Before beginning any advocacy initiative, it is essential to understand the obstacles and challenges to moving the process in the direction you intend. The challenges vary but common types include

  • a relatively closed decision-making process
  • a government that does not share the same values or protect the same interests as you
  • a policy issue that is not on the government agenda
  • a lack of knowledge or understanding among a certain audience of the problem or potential solutions
  • a lack of data to support decision-making or even a complete absence of research in your policy area

Starting from a focus on the obstacles ahead immediately contextualizes your research results and proposals, thus beginning the shift from researcher to advocate. Knowing these obstacles and challenges helps you to be realistic about what kind of change your advocacy can be expected to bring and focuses your advocacy messages and activities to address such challenges.

Mapping the current obstacles allows you to see the potential for policy change.

In the following case, the significant obstacles identified played a major role in determining how to approach the advocacy campaign and deciding what was achievable in that challenging context. The issues of leverage and advocacy objective are also included in the box as all three are interconnected and the insights from the other two are needed to make sense of the third.

Case 2: Kosovo (UNSCR 1244)

Reorganization of local administrative units in Mitrovica (2003–2006)
Think tank (European Stability Initiative)

Mapping the obstacles/challenges:
The obstacles in this case seemed insurmountable at the beginning. The European Stability Initiative had previously avoided working in Kosovo (UNSCR 1244) since so many international organizations, NGOs, and media had been working, writing and thinking about the challenges, especially after NATO’s intervention in 1999. However, being an organization that was focused on the Balkans, at a certain point it became time to work on the issue.

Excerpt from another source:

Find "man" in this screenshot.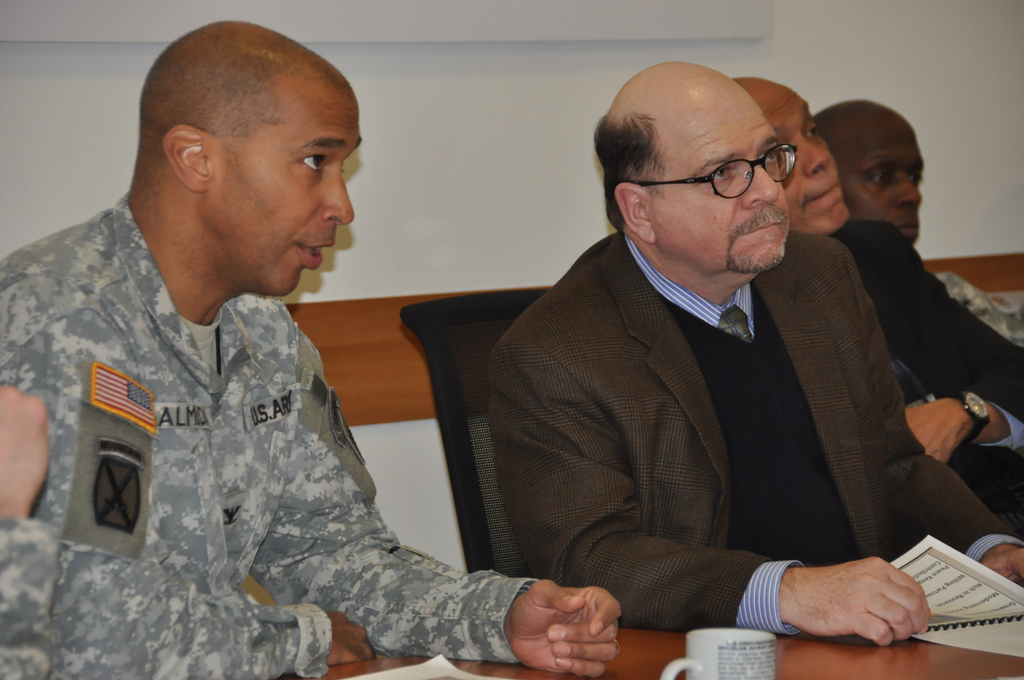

By 2003, Mitrovica had become the leitmotif of the conflict with the two ethnic populations living separately across the Ibar river and protected from each other by UN troops. It was also the only significant urban population of Serbs left in Kosovo (UNSCR 1244). The problem was seen as a security issue, with the Serbs in the north of the town demanding that a separate administrative unit be established for them. The administrations in Pristina and Belgrade as well as the international community and the media were also very focused on the events in the town with the prospect of talks about the “final status” or independence of Kosovo (UNSCR 1244) in the background. The process was at a stalemate within the framework of this highly charged security discussion.

Assessing the leverage:
Reframing of the problem away from just a security issue to a basic survival issue for the town was pivotal to the success of this advocacy initiative. The European Stability Initiative’s approach to researching any situation is to first gather the most basic socioeconomic data; once they collected the data from Mitrovica, both the demographic information and the sources of income in the town showed that the town had no future after the conflict was over and outside subsidies dwindled away. By highlighting this dramatic sustainability problem, immediately local politicians took note and began to talk about ways to solve this local problem—a big turning point in the discussion.

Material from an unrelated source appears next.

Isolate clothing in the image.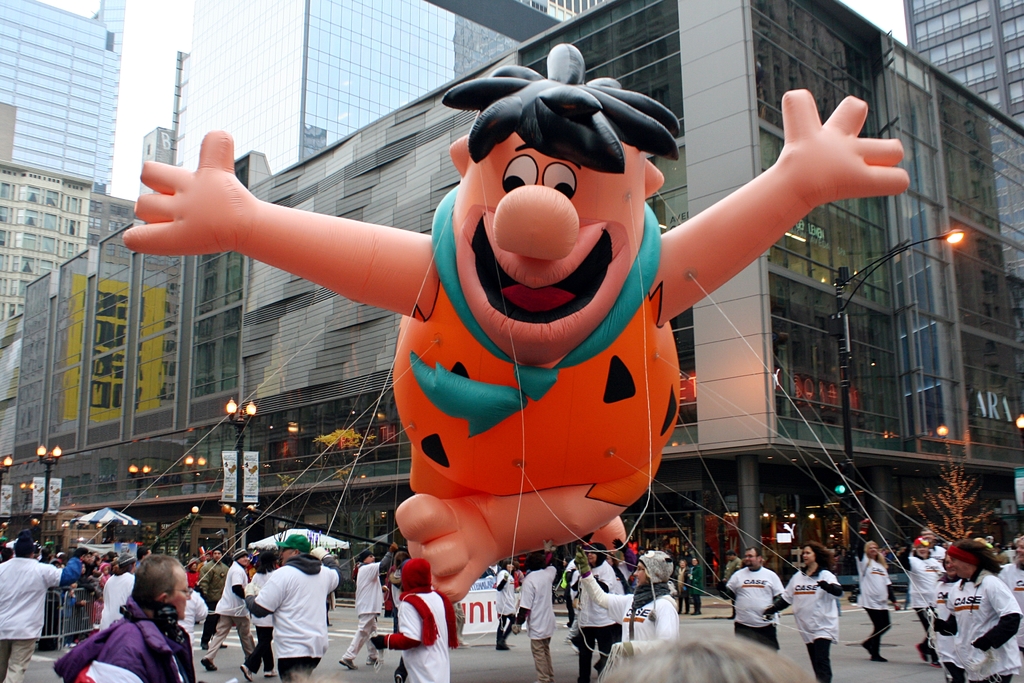
Isolated region: (518,563,558,682).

In addition to the research, other elements contributed to making this change:
- The European Stability Initiative had built a strong reputation as a provider of quality research for the region.
- They had been directly contracted by the UN as an evaluation unit in Kosovo (UNSCR 1244), allowing them access to the de facto government and all local networks.
- They also had a strong and established network of experts, opinion leaders, academics, and politicians on both sides of the conflict and built strong relationships with the spokespeople on both sides.
- They had strong links to the international community actors, the diplomatic community, and local and international media in Kosovo (UNSCR 1244).
- Their whole team made a huge effort over a year to mediate and push this decision by producing multiple policy papers, holding a number of conferences, and continually meeting all the actors and responding to the challenges as they emerged.
- The fact that the process was stuck for so long around a security discussion was indeed a challenge and an opportunity once ESI reset the agenda and broke the deadlock.

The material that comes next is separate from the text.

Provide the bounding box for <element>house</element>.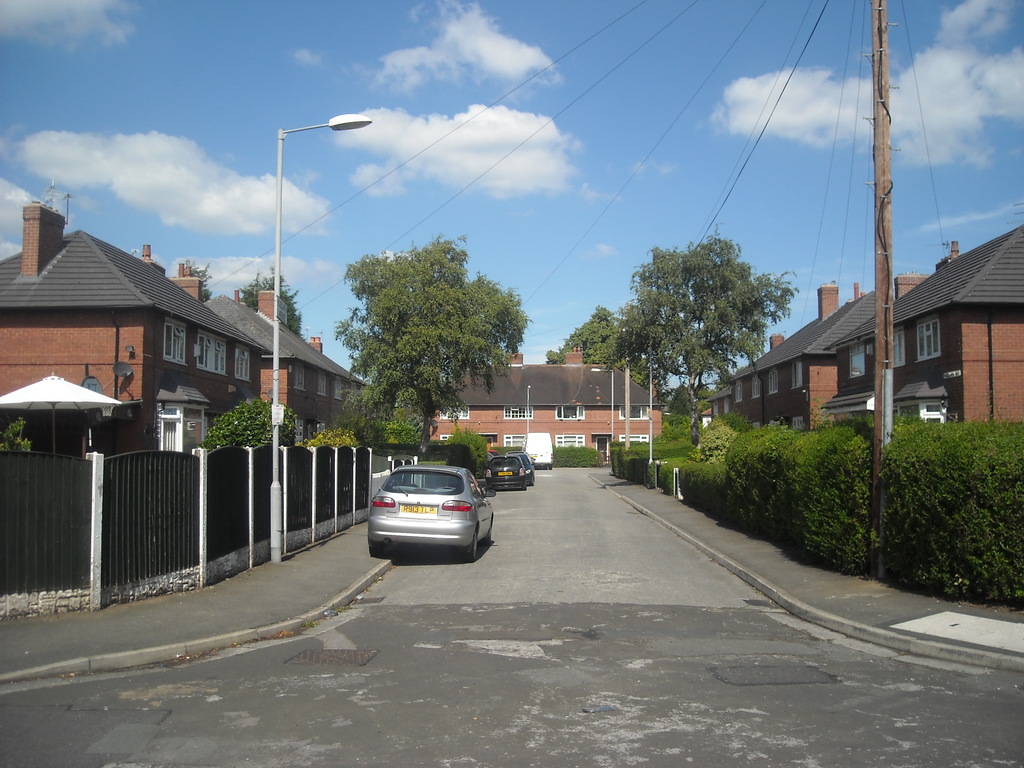
(left=431, top=342, right=668, bottom=465).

Setting a feasible advocacy objective:
Having defined the problem as a local issue, the solutions they defined were also local: to allow a separate administrative unit to be established in the north of the town for the predominantly Serb population, but only on the conditions that freedom of movement between the two parts of the town was returned, full property rights were to be respected, and local economic development planning would be done together. The European Stability Initiative went through many stages of first getting this problem and an associated solution on the table in public, media, and expert discussions. It then went through a lengthy and difficult convincing and bargaining phase, and in the end the proposals were written into the independence plan for Kosovo (UNSCR 1244)—the Ahtisaari Plan.